What matters is the amount of confusion developers feel when going through the code. Confusion costs time and money. Confusion is caused by high cognitive load. It's not some fancy abstract concept but rather a fundamental human constraint. End quote. The overarching point, we should reduce the cognitive load in our projects as much as possible. But how?
And my favorite episode, Elasticsearch is open source again. On this one, Shade Bannon joins us to discuss pulling off a reverse rug pull.
We discuss the complexities surrounding open source licensing and what made Elastic change their license, the implications of trademark law, the personal and business impact of moving away from open source, and ultimately, what made them hit rewind and return to open source.
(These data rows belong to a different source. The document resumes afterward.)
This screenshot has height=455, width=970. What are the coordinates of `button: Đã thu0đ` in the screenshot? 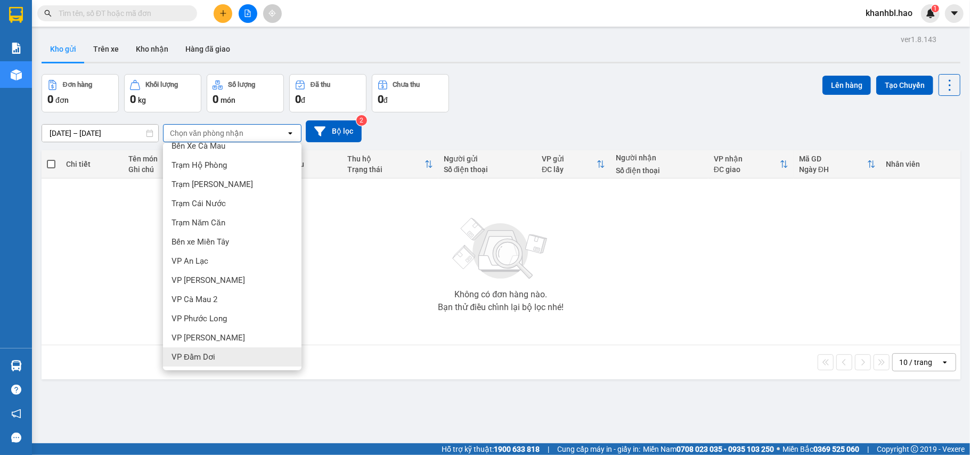 It's located at (328, 93).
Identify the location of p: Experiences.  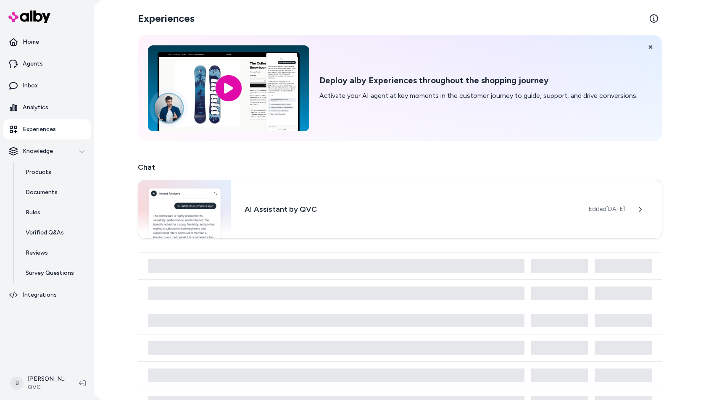
(39, 129).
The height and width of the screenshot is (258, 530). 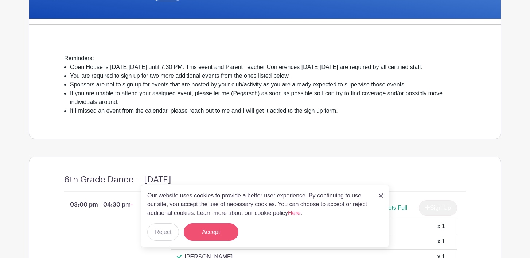 I want to click on li: If you are unable to attend your assigned event, please let me (Pegarsch) as soon as possible so ..., so click(x=268, y=98).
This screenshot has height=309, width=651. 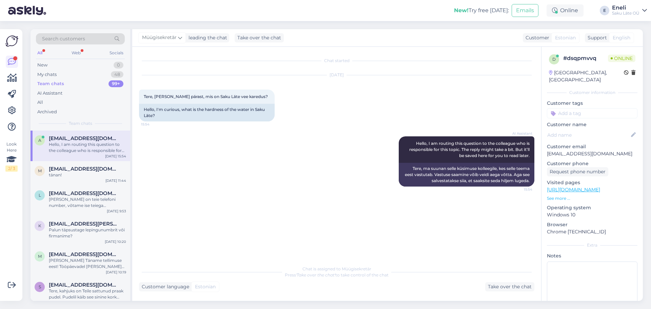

In November, buttons and knobs are back in vogue, spreadsheets are being democratized, and democracy is being tested in production. Coolest code is Iron Calc. Iron Calc is an MIT-licensed, work-in-progress spreadsheet engine written in Rust, but usable from a variety of programming languages like Python, JavaScript, Node, and possibly R, Julia, or Go. Their ambition extends beyond code too.
They want to drive the spreadsheet industry forward through R&D, community building, and a knowledge base. Cool stuff. Best pros. A career ending mistake. John Arundel says when it comes to this post, you came for the schadenfreude, but you'll stay for the thought-provoking advice. Kudos to John on the excellent wordplay in this post.
The career ending mistake is not planning the end of our careers. Got it. Now, what exactly does it mean to plan the end of your career? Hmm. And my favorite episode of November, bus factors and conspiracy theories. I think we recorded more Adam and Jared discuss the news style episodes in 2024 than any previous year. Turns out I love hanging out with Adam and just shooting the breeze.
And our listeners don't seem to mind it either. Expect more like this with some other randos, of course, next year as well. Finally, December. I remember it like it was just yesterday, also today, and tomorrow too. What day is it again?
Coolest code, MarkWhen, a Markdown-style journal language by Rob Cook for plainly writing logs, Gantt charts, blogs, feeds, notes, journals, diaries, to-dos, timelines, calendars, or anything that happens over time. Rob hasn't merely designed the MarkWin language.
He also created Meridium, a collaborative editor for it that supports custom commands, snippets, visualizations, autocomplete, and more. And the best pros, the skill that is not doing by Dylan Fitzgerald. Quote, it's compellingly easy, even invisible, to stay in the loop of doing. The thing is, sometimes the best use of your time, the most effective action is to do nothing.
To sit, wait, and let the system that you put into motion move without your intervention. To not mess with what's working and to make time and space for your team to figure things out for themselves. End quote. And my favorite episode in December, Shop Talkin' Friends. I like the way one listener, Fred Rocha, described this episode better than we did.
Fred says, quote, What happens when you get four senior web folks who are awesome at speaking and give each other space to ruminate great things? Thanks, Fred. I'm glad you enjoyed it. That's the news for this year, but it's time once again for some Changelog++ shoutouts. Shoutout to our newest members! We appreciate you for supporting our work with your hard-earned cash.